CCDR Algarve defends consensus to manage water and study new ideas

CCDR ALGARVE DEFENDS CONSENSUS TO MANAGE WATER AND STUDY NEW IDEASThe president of the Algarve Regional Coordination and Development Commission (CCDR) today highlighted the need “to have consensus” with all entities to manage water in the region and study the feasibility of new abstractions.

“We need to work together, find consensus between political decision-makers, different entities and economic sectors, because the issue of water is strategic for the Algarve” said José Apolinário to the Lusa news agency.

According to the official, “the priority, at this moment, is to implement in the coming years [until 2029]” the approximately 340 million euros of European funds “that are available to the region” for the water efficiency plan.

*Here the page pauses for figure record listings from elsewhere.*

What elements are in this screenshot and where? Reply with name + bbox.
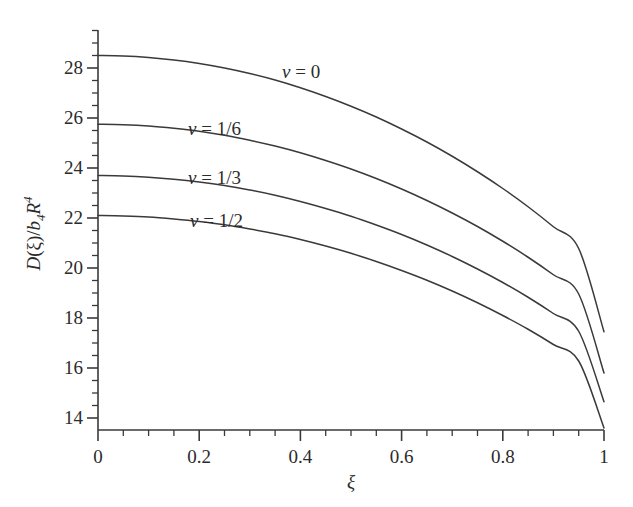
x-tick-label: 0.4 (270, 447, 330, 466)
y-tick-label: 18 (64, 308, 83, 327)
y-axis-title-b: b (23, 221, 44, 231)
y-tick-label: 26 (64, 108, 83, 127)
curve-series-3 (98, 216, 604, 429)
curve-label-value: = 1/6 (196, 118, 241, 139)
axis-lines (98, 30, 604, 430)
y-tick-label: 22 (64, 208, 83, 227)
curve-label-0: v = 0 (282, 62, 320, 81)
x-tick-label: 0 (68, 447, 128, 466)
y-axis-title-r: R (23, 203, 44, 215)
y-axis-title-d: D (23, 257, 44, 271)
x-tick-label: 0.8 (473, 447, 533, 466)
x-axis-title: ξ (321, 472, 381, 491)
curve-label-value: = 1/2 (198, 210, 243, 231)
y-tick-label: 14 (64, 408, 83, 427)
figure-container: 1416182022242628 00.20.40.60.81 v = 0v =… (0, 0, 633, 507)
y-axis-title-arg: (ξ)/ (23, 230, 44, 256)
curve-label-1: v = 1/6 (188, 119, 241, 138)
y-tick-label: 20 (64, 258, 83, 277)
y-axis-title: D(ξ)/b4R4 (22, 159, 47, 309)
y-tick-label: 16 (64, 358, 83, 377)
x-axis-minor-ticks (123, 430, 578, 436)
curve-series-0 (98, 56, 604, 332)
curve-series-2 (98, 176, 604, 402)
x-tick-label: 1 (574, 447, 633, 466)
y-axis-title-r-sup: 4 (20, 196, 35, 202)
curve-label-2: v = 1/3 (188, 168, 241, 187)
curve-series-1 (98, 124, 604, 373)
data-curves (98, 56, 604, 429)
y-tick-label: 28 (64, 58, 83, 77)
x-tick-label: 0.6 (372, 447, 432, 466)
y-axis-title-b-sub: 4 (33, 215, 48, 221)
y-tick-label: 24 (64, 158, 83, 177)
x-tick-label: 0.2 (169, 447, 229, 466)
curve-label-value: = 0 (290, 61, 320, 82)
curve-label-value: = 1/3 (196, 167, 241, 188)
curve-label-3: v = 1/2 (190, 211, 243, 230)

Of this amount, 240 million euros are from the Recovery and Resilience Plan (PRR), which must be implemented at the beginning of 2026, with a further 100 million euros for the urban water cycle and rising water, which result from the Portugal2030, which must be implemented by 2029.

“We need the desalination plant, the capture of water from Pomarão, the feasibility study of the Foupana dam, in the municipality of Castro Marim, and after these projects are completed we need a possible connection between Alqueva and Odeleite”, he pointed out. 

José Apolinário also pointed out that the eventual transfer of water from the Alqueva dam (Alentejo) to the Odeleite dam (Algarve), “is not a transfer, but rather a transfer, because it is done within the same river basin”.

“It is a scenario that cannot be dismissed and must be put on the table alongside the construction of the Foupana dam. But it will always be a scenario to consider after PRR”, he highlighted.

The president of the Algarve CCDR reinforced that the connection between the two dams, a distance of around 70 kilometers, “will be an option that will have to be considered in the future for agricultural purposes”.

According to José Apolinário, the connection between the two dams “may be technically viable, although it is work that needs to be studied, as well as its economic impact”.

Asked about a possible transfer of water from the North to the South, a solution that has long been discussed as a way of mitigating water scarcity in the South of the country, the president of the CCDR of the Algarve recalled that "from the point of view of environmental legislation, there is a criticism saying that they violate directives and will create an additional problem for the country”.

The Algarve and Alentejo are the regions most affected by drought in Portugal, with precipitation levels well below the average of recent decades.